Command Purpose Model load
inspect Discover supported tensors and architecture Read-only
info Read a patch; optionally validate it against a model Read-only
compose XOR-compose two or more patches None
eval Compare baseline and patched probe gaps Mutable
apply Compare baseline and patched generation Mutable
search Create a patch with screened greedy search Mutable
benchmark Score baseline and optional patched generation Mutable when patched

Use --json for machine-readable reports. Search progress with --json is a stream of JSON events followed by the final result; use --report when a clean JSON artifact is needed.

Library Surface

The Rust library exposes the same building blocks for application integration:

  • ArchitectureMap, Projection, and TensorInfo for live model mapping;
  • WwamaBackend and MiyagiBackend for model operations;
  • Patch, ValidatedPatch, and PatchFlip for patch lifecycle management;
  • Probe, CompiledProbe, and ProbeMeasurement for probe evaluation;
  • FitnessMode for mean or minimum target improvement; and
  • SearchConfig, SearchCheckpoint, and SearchResult for deterministic search orchestration.

Build and Test

CPU build and tests:

cargo check --no-default-features
cargo test --no-default-features --all-targets

CUDA or Vulkan feature builds:

cargo check --features cuda
cargo check --features vulkan

The large-model integration tests are opt-in and require a local fixture:

MIYAGI_TEST_MODEL="$MODEL" \
MIYAGI_TEST_GPU_LAYERS=0 \
cargo test --no-default-features --test model_backend

Compatibility and Boundaries

  • Miyagi supports descriptor-driven Qwen/Bonsai MLP mapping for two-dimensional Q1_0 tensors.
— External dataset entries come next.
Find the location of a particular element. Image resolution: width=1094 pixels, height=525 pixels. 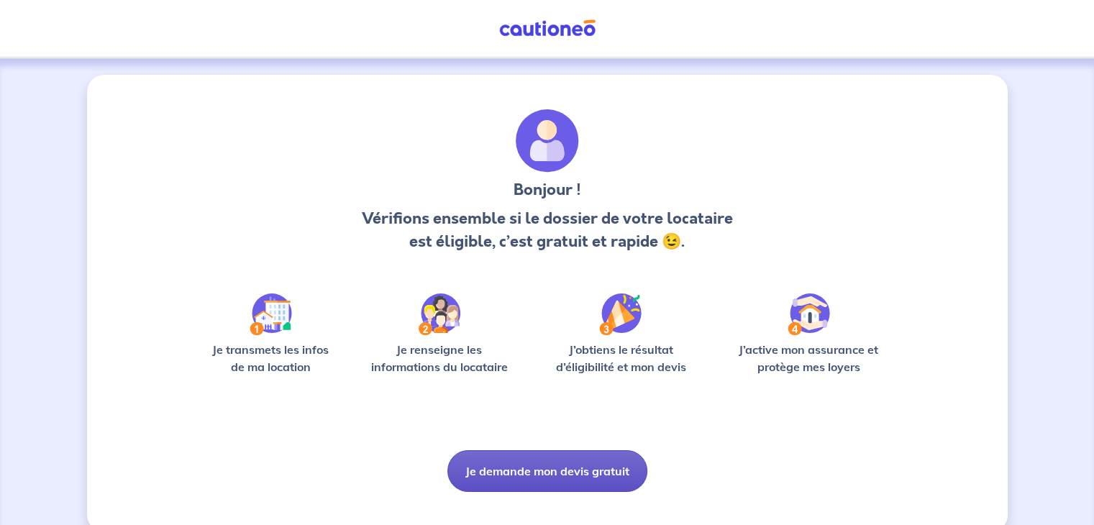

button: Je demande mon devis gratuit is located at coordinates (548, 471).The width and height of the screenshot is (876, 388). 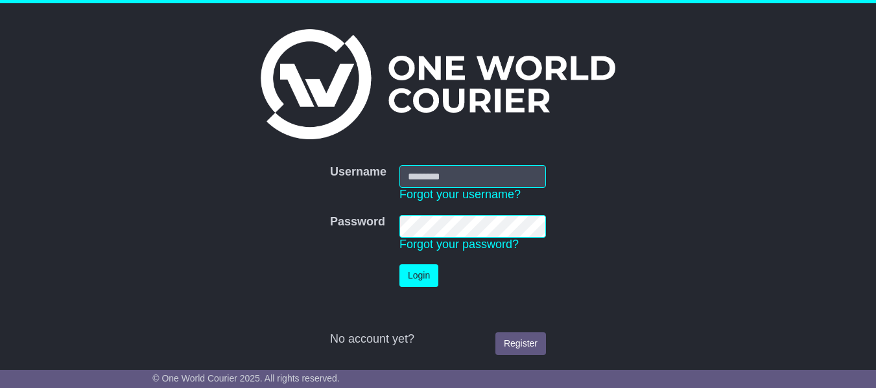 I want to click on img: One World, so click(x=438, y=84).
Unsupported architectures fail with structured capability errors before mutation.
  • Mutation is row-level Q1_0 XOR. Arbitrary bit, group, floating-point, and ternary mutation are outside the current contract.
  • Model mutation is in memory. Miyagi never rewrites the source GGUF file.
  • eval, apply, and patched benchmark restore the model before successful exit. Search intentionally returns with accepted flips applied until the process exits.
  • Concurrent mutation and inference on one session is unsupported.
  • Native CPU, CUDA, and Vulkan paths have been validated against local fixtures. WebAssembly compilation is possible through wwama, but mutable WebAssembly runtime behavior remains unsupported without a runtime fixture.
  • Structural patch compatibility does not prove behavioral compatibility between MLX-trained artifacts and converted GGUF models. Use live evaluation and held-out tests.

Miyagi does not modify llama.cpp source files.

License

Licensed under the Apache License, Version 2.0.